Ring Structure in Basement of South Tatar arch
Internet Geology News Letter No. 126, December 3, 2001

Super-giant Romashkino oil field and other fields occur on a gigantic ring structure in the basement rocks. This feature, the Shentalinsko-Cheremshan structure, has a diameter of 250 km and is expressed clearly in the gravity and magnetic fields in the form of a ring distribution of anomalies. The outer zone of this ring structure is a belt of gravity maximums. Within this outer belt is a belt of minimums. The transition area between the two is a zone of steep gradients that coincides with faults in the crystalline basement. Positive and negative belts encircle the central part of the structure, where the intensive Cheremshan maximum is located. This inner maximum is cut by narrow minimums, which rarely reach the outer rings.

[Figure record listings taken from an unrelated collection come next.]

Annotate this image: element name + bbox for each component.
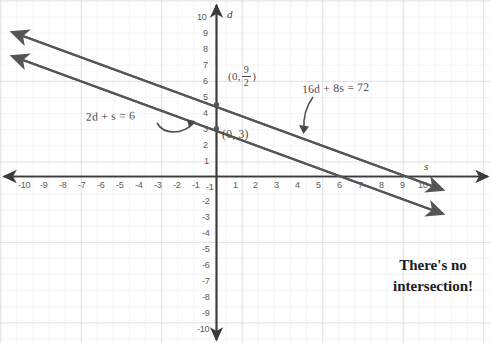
fraction-numerator: 9 bbox=[242, 65, 251, 76]
x-tick-1: 1 bbox=[233, 180, 238, 190]
conclusion-text: There's no intersection! bbox=[377, 255, 489, 296]
x-tick--2: -2 bbox=[173, 180, 181, 190]
x-tick-5: 5 bbox=[316, 180, 321, 190]
x-tick--1: -1 bbox=[192, 180, 200, 190]
y-tick-5: 5 bbox=[203, 92, 208, 102]
x-tick-4: 4 bbox=[295, 180, 300, 190]
fraction-denominator: 2 bbox=[242, 76, 251, 88]
x-tick--6: -6 bbox=[97, 180, 105, 190]
point-upper-prefix: (0, bbox=[228, 70, 241, 82]
y-tick--1: -1 bbox=[206, 182, 214, 192]
y-tick-2: 2 bbox=[203, 140, 208, 150]
y-tick-1: 1 bbox=[204, 156, 209, 166]
pointer-arrow-lower-equation bbox=[157, 120, 196, 133]
x-tick--9: -9 bbox=[40, 180, 48, 190]
y-tick-7: 7 bbox=[203, 60, 208, 70]
x-tick-9: 9 bbox=[400, 180, 405, 190]
x-tick-3: 3 bbox=[274, 180, 279, 190]
y-tick--3: -3 bbox=[202, 212, 210, 222]
y-tick--9: -9 bbox=[202, 308, 210, 318]
y-tick-4: 4 bbox=[203, 108, 208, 118]
x-tick--7: -7 bbox=[78, 180, 86, 190]
y-tick-10: 10 bbox=[197, 12, 207, 22]
y-tick--10: -10 bbox=[197, 324, 209, 334]
graph-figure: -10 -9 -8 -7 -6 -5 -4 -3 -2 -1 1 2 3 4 5… bbox=[0, 0, 491, 343]
equation-label-upper: 16d + 8s = 72 bbox=[302, 81, 370, 95]
x-tick-6: 6 bbox=[337, 180, 342, 190]
line-16d-8s-72 bbox=[12, 32, 443, 190]
y-tick--8: -8 bbox=[202, 292, 210, 302]
x-axis-label: s bbox=[424, 160, 428, 172]
pointer-arrow-upper-equation bbox=[299, 97, 313, 134]
x-tick-10: 10 bbox=[418, 180, 428, 190]
x-tick-8: 8 bbox=[379, 180, 384, 190]
x-tick--8: -8 bbox=[59, 180, 67, 190]
equation-label-lower: 2d + s = 6 bbox=[86, 109, 136, 122]
y-tick-6: 6 bbox=[203, 76, 208, 86]
y-tick--7: -7 bbox=[202, 276, 210, 286]
y-axis-label: d bbox=[227, 8, 233, 20]
y-tick-9: 9 bbox=[203, 28, 208, 38]
x-tick--5: -5 bbox=[116, 180, 124, 190]
x-tick--4: -4 bbox=[135, 180, 143, 190]
conclusion-line-2: intersection! bbox=[377, 276, 489, 297]
y-tick-8: 8 bbox=[203, 44, 208, 54]
y-tick--6: -6 bbox=[202, 260, 210, 270]
x-tick-2: 2 bbox=[253, 180, 258, 190]
point-label-upper-intercept: (0,92) bbox=[228, 66, 256, 89]
x-tick-7: 7 bbox=[358, 180, 363, 190]
point-upper-suffix: ) bbox=[252, 70, 256, 82]
x-tick--3: -3 bbox=[154, 180, 162, 190]
point-label-lower-intercept: (0, 3) bbox=[222, 128, 249, 140]
conclusion-line-1: There's no bbox=[399, 257, 467, 273]
y-tick--5: -5 bbox=[202, 244, 210, 254]
y-tick--2: -2 bbox=[202, 196, 210, 206]
y-tick--4: -4 bbox=[202, 228, 210, 238]
x-tick--10: -10 bbox=[18, 180, 30, 190]
fraction-nine-halves: 92 bbox=[242, 65, 251, 88]
y-tick-3: 3 bbox=[203, 124, 208, 134]
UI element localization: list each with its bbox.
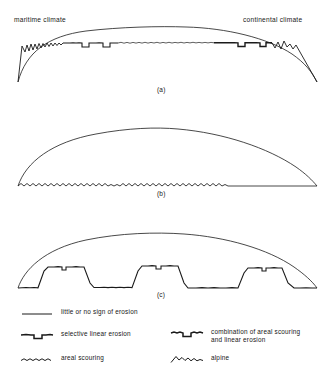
panel-a-selective-linear [63, 43, 118, 47]
legend-label-selective-linear-erosion: selective linear erosion [61, 329, 131, 338]
panel-c-diagram [0, 215, 335, 310]
panel-b-diagram [0, 110, 335, 210]
panel-a-little-erosion [118, 42, 214, 43]
panel-c-bed-profile [18, 266, 317, 288]
legend-label-no-erosion: little or no sign of erosion [61, 307, 138, 316]
legend-item-selective-linear-erosion: selective linear erosion [18, 329, 131, 342]
combination-symbol [168, 328, 206, 340]
legend-item-combination: combination of areal scouring and linear… [168, 327, 300, 344]
panel-a-label: (a) [157, 86, 166, 93]
panel-b-areal-scouring [18, 184, 228, 187]
panel-a-ice-surface [18, 27, 317, 82]
panel-b-label: (b) [157, 190, 166, 197]
continental-climate-label: continental climate [243, 16, 302, 23]
areal-scouring-symbol [18, 354, 56, 366]
panel-a-areal-scouring [214, 43, 272, 47]
panel-a-alpine-right [272, 41, 317, 82]
legend-item-no-erosion: little or no sign of erosion [18, 307, 138, 320]
selective-linear-erosion-symbol [18, 330, 56, 342]
legend-item-areal-scouring: areal scouring [18, 353, 104, 366]
maritime-climate-label: maritime climate [14, 16, 66, 23]
legend: little or no sign of erosion selective l… [0, 305, 335, 377]
legend-label-areal-scouring: areal scouring [61, 353, 104, 362]
legend-label-alpine: alpine [211, 353, 229, 362]
legend-item-alpine: alpine [168, 353, 229, 366]
panel-b-ice-surface [18, 128, 317, 186]
erosion-profile-figure: (a) (b) (c) maritime climate continental… [0, 0, 335, 377]
straight-line-symbol [18, 308, 56, 320]
panel-a-alpine-left [18, 43, 63, 82]
panel-c-label: (c) [157, 291, 165, 298]
panel-c-ice-surface [18, 233, 317, 288]
alpine-symbol [168, 354, 206, 366]
legend-label-combination: combination of areal scouring and linear… [211, 327, 300, 344]
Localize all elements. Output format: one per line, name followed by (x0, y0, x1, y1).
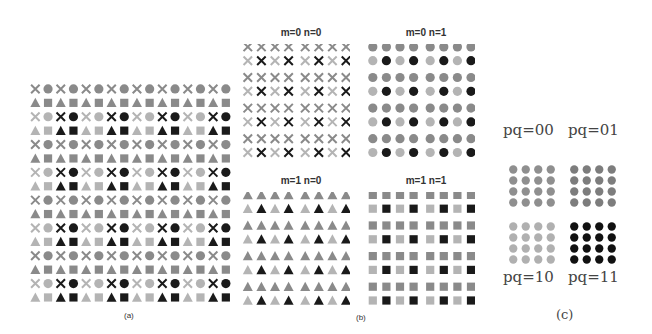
circle-icon (120, 84, 129, 93)
square-icon (120, 99, 128, 107)
triangle-icon (56, 209, 66, 218)
circle-icon (595, 255, 603, 263)
circle-icon (608, 165, 616, 173)
pq00-dot-grid (507, 164, 557, 208)
triangle-icon (81, 265, 91, 274)
circle-icon (608, 222, 616, 230)
x-icon (271, 56, 280, 64)
circle-icon (368, 73, 377, 82)
circle-icon (120, 251, 129, 260)
square-icon (396, 192, 404, 199)
x-icon (315, 73, 324, 82)
x-icon (244, 73, 253, 82)
square-icon (69, 210, 77, 218)
square-icon (69, 127, 77, 135)
triangle-icon (56, 237, 66, 246)
circle-icon (534, 187, 542, 195)
x-icon (244, 134, 253, 143)
circle-icon (509, 244, 517, 252)
circle-icon (409, 117, 418, 126)
x-icon (209, 196, 218, 205)
x-icon (342, 118, 350, 127)
triangle-icon (314, 265, 324, 274)
triangle-icon (30, 292, 40, 301)
square-icon (222, 210, 230, 218)
circle-icon (453, 87, 462, 96)
circle-icon (43, 112, 52, 121)
square-icon (426, 283, 434, 291)
square-icon (369, 235, 377, 243)
circle-icon (409, 44, 418, 52)
circle-icon (170, 223, 179, 232)
circle-icon (608, 233, 616, 241)
triangle-icon (107, 265, 117, 274)
square-icon (440, 283, 448, 291)
square-icon (146, 266, 154, 274)
circle-icon (145, 196, 154, 205)
square-icon (222, 182, 230, 190)
triangle-icon (107, 209, 117, 218)
square-icon (222, 266, 230, 274)
circle-icon (583, 165, 591, 173)
x-icon (57, 252, 66, 261)
square-icon (171, 238, 179, 246)
triangle-icon (300, 204, 310, 213)
circle-icon (426, 56, 435, 65)
circle-icon (439, 148, 448, 157)
square-icon (440, 221, 448, 229)
x-icon (133, 85, 142, 94)
x-icon (257, 73, 266, 82)
triangle-icon (107, 126, 117, 135)
circle-icon (409, 56, 418, 65)
circle-icon (466, 104, 474, 113)
triangle-icon (183, 98, 193, 107)
square-icon (196, 266, 204, 274)
triangle-icon (208, 265, 218, 274)
triangle-icon (107, 98, 117, 107)
x-icon (315, 134, 324, 143)
circle-icon (466, 148, 474, 157)
x-icon (31, 113, 39, 122)
triangle-icon (284, 234, 294, 243)
triangle-icon (243, 234, 253, 243)
circle-icon (221, 196, 230, 205)
square-icon (382, 235, 390, 243)
pq-label-11: pq=11 (568, 268, 619, 286)
x-icon (57, 196, 66, 205)
subpanel-title-m1n1: m=1 n=1 (393, 175, 459, 186)
x-icon (257, 118, 266, 127)
circle-icon (120, 168, 129, 177)
triangle-icon (327, 234, 337, 243)
circle-icon (453, 134, 462, 143)
circle-icon (509, 187, 517, 195)
circle-icon (395, 73, 404, 82)
circle-icon (395, 56, 404, 65)
circle-icon (145, 112, 154, 121)
triangle-icon (300, 296, 310, 305)
triangle-icon (30, 181, 40, 190)
x-icon (284, 56, 293, 64)
square-icon (426, 235, 434, 243)
triangle-icon (208, 292, 218, 301)
triangle-icon (270, 265, 280, 274)
x-icon (133, 224, 142, 233)
triangle-icon (270, 282, 280, 291)
circle-icon (522, 187, 530, 195)
x-icon (107, 113, 116, 122)
triangle-icon (56, 98, 66, 107)
square-icon (453, 205, 461, 213)
x-icon (57, 113, 66, 122)
circle-icon (570, 176, 578, 184)
circle-icon (453, 148, 462, 157)
triangle-icon (157, 237, 167, 246)
triangle-icon (208, 209, 218, 218)
circle-icon (382, 44, 391, 52)
x-icon (82, 224, 91, 233)
square-icon (369, 192, 377, 199)
square-icon (171, 182, 179, 190)
x-icon (57, 140, 66, 149)
circle-icon (368, 104, 377, 113)
circle-icon (570, 165, 578, 173)
x-icon (82, 85, 91, 94)
x-icon (57, 279, 66, 288)
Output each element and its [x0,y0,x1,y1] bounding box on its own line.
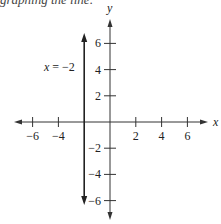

Development of the Shentalinsko-Cheremshan ring structure began with formation of an isometric arch in the Earth's crust due to introduction of mantle material. This sector is reflected in the gravity field by the strong Cheremshan maximum. The arching led to development of radial and intersecting faults and to the formation along them of synclinal troughs and narrow grabens in Late Archean and Early Proterozoic time. Subsequently inversion (downwarping) of the arch took place with development of ring faults and the ring frame.

The ring frame experienced differential movements during all the Precambrian and Phanerozoic, accompanied by various lithofacies changes in sedimentation. The final stage of the Shentalinsko- Cheremshan arch was during Akchagyl time of the Pliocene, when in the eastern part the Romashkino segment of the block separated and rose along the ancient Altunino-Shunak fault. This basement block is the core of the south crest of the Tatar arch. To the west individual blocks subsided step-wise, passing into the flank of the Melekess depression.

The paleo-arch that was present in the sedimentary cover at the site of the modern Shentalinsko-Cheremshan ring structure apparently was oil-bearing in the Devonian clastic sediments. Subsidence of the western part and separation of the Romashkino block led to break-up of this field. Most of the hydrocarbons became concentrated on the raised Romashkino and Aktashsko-Novo-Yelkhov blocks, which were separated from the western part of the structure by the Kuzaykin and Altunino-Shunak graben-like downwarps. The western part of the structure was broken up, and the oil deposits in the Devonian clastics were preserved only where seals were good. The rest of the oil migrated along faults into the higher parts of the section and was preserved in favorable traps in Carboniferous rocks or as bitumen deposits in Permian rocks.

Taken from Stepanov, Bogatov, and Dokuchayeva, 1981; digested in Petroleum Geology, vol. 18, no. 12.